Officially known as “Microsoft Visual Basic for Applications Extensibility 5.3,” the VBE object library... more
Officially known as “Microsoft Visual Basic for Applications Extensibility 5.3,” the VBE object library provides access to the code and forms within an application, and to the various objects that compose the Visual Basic Integrated Development Environment (VBIDE). By default, this object library is not included in the list of referenced libraries for new projects. In order to use the objects referred to in this chapter, a reference to the Microsoft Visual Basic for Applications Extensibility 5.3 library must be created using the Tools>References menu in the VBE.
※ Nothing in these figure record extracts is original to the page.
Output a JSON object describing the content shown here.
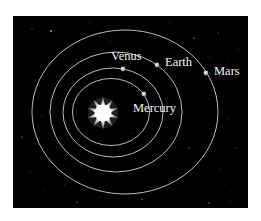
{
  "diagram": {
    "background": "#000000",
    "orbit_color": "#cfcfcf",
    "sun": {
      "cx": 103,
      "cy": 113,
      "r_outer": 17,
      "r_inner": 7,
      "points": 10
    },
    "planets": [
      {
        "name": "Mercury",
        "label": "Mercury",
        "orbit": {
          "cx": 111,
          "cy": 112,
          "rx": 38.5,
          "ry": 33.5
        },
        "pos": [
          144,
          94
        ],
        "label_pos": [
          133,
          112
        ]
      },
      {
        "name": "Venus",
        "label": "Venus",
        "orbit": {
          "cx": 113,
          "cy": 112.5,
          "rx": 50,
          "ry": 44.5
        },
        "pos": [
          123,
          69
        ],
        "label_pos": [
          111,
          60
        ]
      },
      {
        "name": "Earth",
        "label": "Earth",
        "orbit": {
          "cx": 116,
          "cy": 112,
          "rx": 66,
          "ry": 60
        },
        "pos": [
          157,
          65
        ],
        "label_pos": [
          165,
          66
        ]
      },
      {
        "name": "Mars",
        "label": "Mars",
        "orbit": {
          "cx": 125,
          "cy": 112,
          "rx": 93,
          "ry": 82
        },
        "pos": [
          206,
          73
        ],
        "label_pos": [
          214,
          75
        ]
      }
    ]
  }
}
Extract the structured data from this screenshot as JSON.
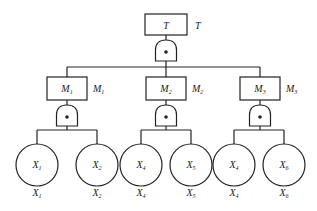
{
  "diagram": {
    "type": "fault-tree",
    "colors": {
      "stroke": "#222222",
      "background": "#ffffff",
      "text": "#1a1a1a"
    },
    "top_event": {
      "id": "T",
      "label": "T",
      "side_label": "T",
      "box": [
        145,
        14,
        42,
        21
      ],
      "gate": {
        "type": "AND",
        "cx": 166,
        "y": 40
      }
    },
    "intermediate_events": [
      {
        "id": "M1",
        "base": "M",
        "sub": "1",
        "side_base": "M",
        "side_sub": "1",
        "box": [
          47,
          77,
          40,
          23
        ],
        "gate": {
          "type": "AND",
          "cx": 67,
          "y": 105
        },
        "children": [
          "X1",
          "X2"
        ]
      },
      {
        "id": "M2",
        "base": "M",
        "sub": "2",
        "side_base": "M",
        "side_sub": "2",
        "box": [
          146,
          77,
          40,
          23
        ],
        "gate": {
          "type": "AND",
          "cx": 166,
          "y": 105
        },
        "children": [
          "X4",
          "X5"
        ]
      },
      {
        "id": "M3",
        "base": "M",
        "sub": "3",
        "side_base": "M",
        "side_sub": "3",
        "box": [
          240,
          77,
          40,
          23
        ],
        "gate": {
          "type": "AND",
          "cx": 260,
          "y": 105
        },
        "children": [
          "X4b",
          "X6"
        ]
      }
    ],
    "basic_events": [
      {
        "id": "X1",
        "base": "X",
        "sub": "1",
        "cx": 37,
        "cy": 165,
        "r": 21
      },
      {
        "id": "X2",
        "base": "X",
        "sub": "2",
        "cx": 97,
        "cy": 165,
        "r": 21
      },
      {
        "id": "X4",
        "base": "X",
        "sub": "4",
        "cx": 141,
        "cy": 165,
        "r": 21
      },
      {
        "id": "X5",
        "base": "X",
        "sub": "5",
        "cx": 191,
        "cy": 165,
        "r": 21
      },
      {
        "id": "X4b",
        "base": "X",
        "sub": "4",
        "cx": 234,
        "cy": 165,
        "r": 21
      },
      {
        "id": "X6",
        "base": "X",
        "sub": "6",
        "cx": 284,
        "cy": 165,
        "r": 21
      }
    ],
    "gate_symbol": "AND gate with dot"
  }
}
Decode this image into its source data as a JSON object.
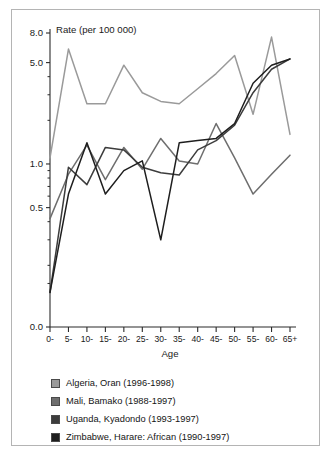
{
  "chart_data": {
    "type": "line",
    "title": "",
    "ylabel": "Rate (per 100 000)",
    "xlabel": "Age",
    "yscale": "log",
    "ylim": [
      0.1,
      8.0
    ],
    "grid": false,
    "legend_position": "bottom",
    "categories": [
      "0-",
      "5-",
      "10-",
      "15-",
      "20-",
      "25-",
      "30-",
      "35-",
      "40-",
      "45-",
      "50-",
      "55-",
      "60-",
      "65+"
    ],
    "ytick_labels": [
      "8.0",
      "5.0",
      "1.0",
      "0.5",
      "0.0"
    ],
    "ytick_values": [
      8.0,
      5.0,
      1.0,
      0.5,
      0.0
    ],
    "yminor_values": [
      4.0,
      3.0,
      2.0,
      0.9,
      0.8,
      0.7,
      0.6,
      0.4,
      0.3,
      0.2
    ],
    "series": [
      {
        "name": "Algeria, Oran (1996-1998)",
        "color": "#9a9a9a",
        "values": [
          1.1,
          6.2,
          2.6,
          2.6,
          4.8,
          3.1,
          2.7,
          2.6,
          3.3,
          4.2,
          5.6,
          2.2,
          7.5,
          1.6
        ]
      },
      {
        "name": "Mali, Bamako (1988-1997)",
        "color": "#6e6e6e",
        "values": [
          0.42,
          0.85,
          1.35,
          0.78,
          1.3,
          0.92,
          1.5,
          1.05,
          1.0,
          1.9,
          1.1,
          0.62,
          0.85,
          1.15
        ]
      },
      {
        "name": "Uganda, Kyadondo (1993-1997)",
        "color": "#3c3c3c",
        "values": [
          0.13,
          0.95,
          0.72,
          1.3,
          1.25,
          0.95,
          0.87,
          0.84,
          1.25,
          1.45,
          1.85,
          3.1,
          4.5,
          5.3
        ]
      },
      {
        "name": "Zimbabwe, Harare: African (1990-1997)",
        "color": "#1e1e1e",
        "values": [
          0.13,
          0.62,
          1.4,
          0.62,
          0.9,
          1.05,
          0.3,
          1.4,
          1.45,
          1.5,
          1.9,
          3.6,
          4.8,
          5.3
        ]
      }
    ]
  },
  "legend": {
    "items": [
      {
        "label": "Algeria, Oran (1996-1998)",
        "color": "#9a9a9a"
      },
      {
        "label": "Mali, Bamako (1988-1997)",
        "color": "#6e6e6e"
      },
      {
        "label": "Uganda, Kyadondo (1993-1997)",
        "color": "#3c3c3c"
      },
      {
        "label": "Zimbabwe, Harare: African (1990-1997)",
        "color": "#1e1e1e"
      }
    ]
  }
}
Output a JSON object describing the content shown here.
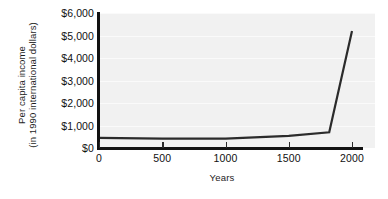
{
  "chart_data": {
    "type": "line",
    "title": "",
    "subtitle": "",
    "xlabel": "Years",
    "ylabel_line1": "Per capita income",
    "ylabel_line2": "(in 1990 international dollars)",
    "xlim": [
      0,
      2000
    ],
    "ylim": [
      0,
      6000
    ],
    "grid": true,
    "legend": "none",
    "x_ticks": [
      0,
      500,
      1000,
      1500,
      2000
    ],
    "x_ticklabels": [
      "0",
      "500",
      "1000",
      "1500",
      "2000"
    ],
    "y_ticks": [
      0,
      1000,
      2000,
      3000,
      4000,
      5000,
      6000
    ],
    "y_ticklabels": [
      "$0",
      "$1,000",
      "$2,000",
      "$3,000",
      "$4,000",
      "$5,000",
      "$6,000"
    ],
    "series": [
      {
        "name": "Per capita income",
        "color": "#2b2b2b",
        "x": [
          0,
          500,
          1000,
          1500,
          1820,
          2000
        ],
        "y": [
          450,
          420,
          415,
          540,
          700,
          5200
        ]
      }
    ]
  },
  "colors": {
    "plot_background": "#f1f1f1",
    "axis": "#121212",
    "line": "#2b2b2b",
    "text": "#111111",
    "page_background": "#ffffff"
  }
}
Many of the objects in the VBE object model have the same names as objects in the Excel object model. To distinguish the libraries and to ensure that you have the object from the VBE library, you need to include the VBIDE library name in any Dim statements you may use:
VBIDE
Dim
Dim oWinVB As VBIDE.Window 'Always gives a VBE Window
Dim oWinXL As Excel.Window 'Always gives an XL Window
Dim oWin As Window 'Gives an XL Window
All of the applications in Office 2007 share the same development environmentthe VBE. The code and forms that belong to each Excel workbook, Word document, Access database, or PowerPoint presentation (that is, the “host document”) are grouped into Visual Basic projects (the VBProject object). There is one project for each host document. Outlook has a single Project, which “belongs” to the application.
VBProject
Common Properties with Collections and Associated Objects
Most of the objects in the Office object model have objects... more
Most of the objects in the Office object model have objects with associated collections. The collection object is usually the plural form of the associated object. For example, the CommandBars collection holds a collection of CommandBar objects. For simplicity, all the objects and associated collections are grouped together under the same heading.
CommandBar
In most cases, the purpose of the collection object is only to hold a collection of the same objects. The common properties of the collection objects are listed in the following section. Only unique properties, methods, or events are mentioned in each object section.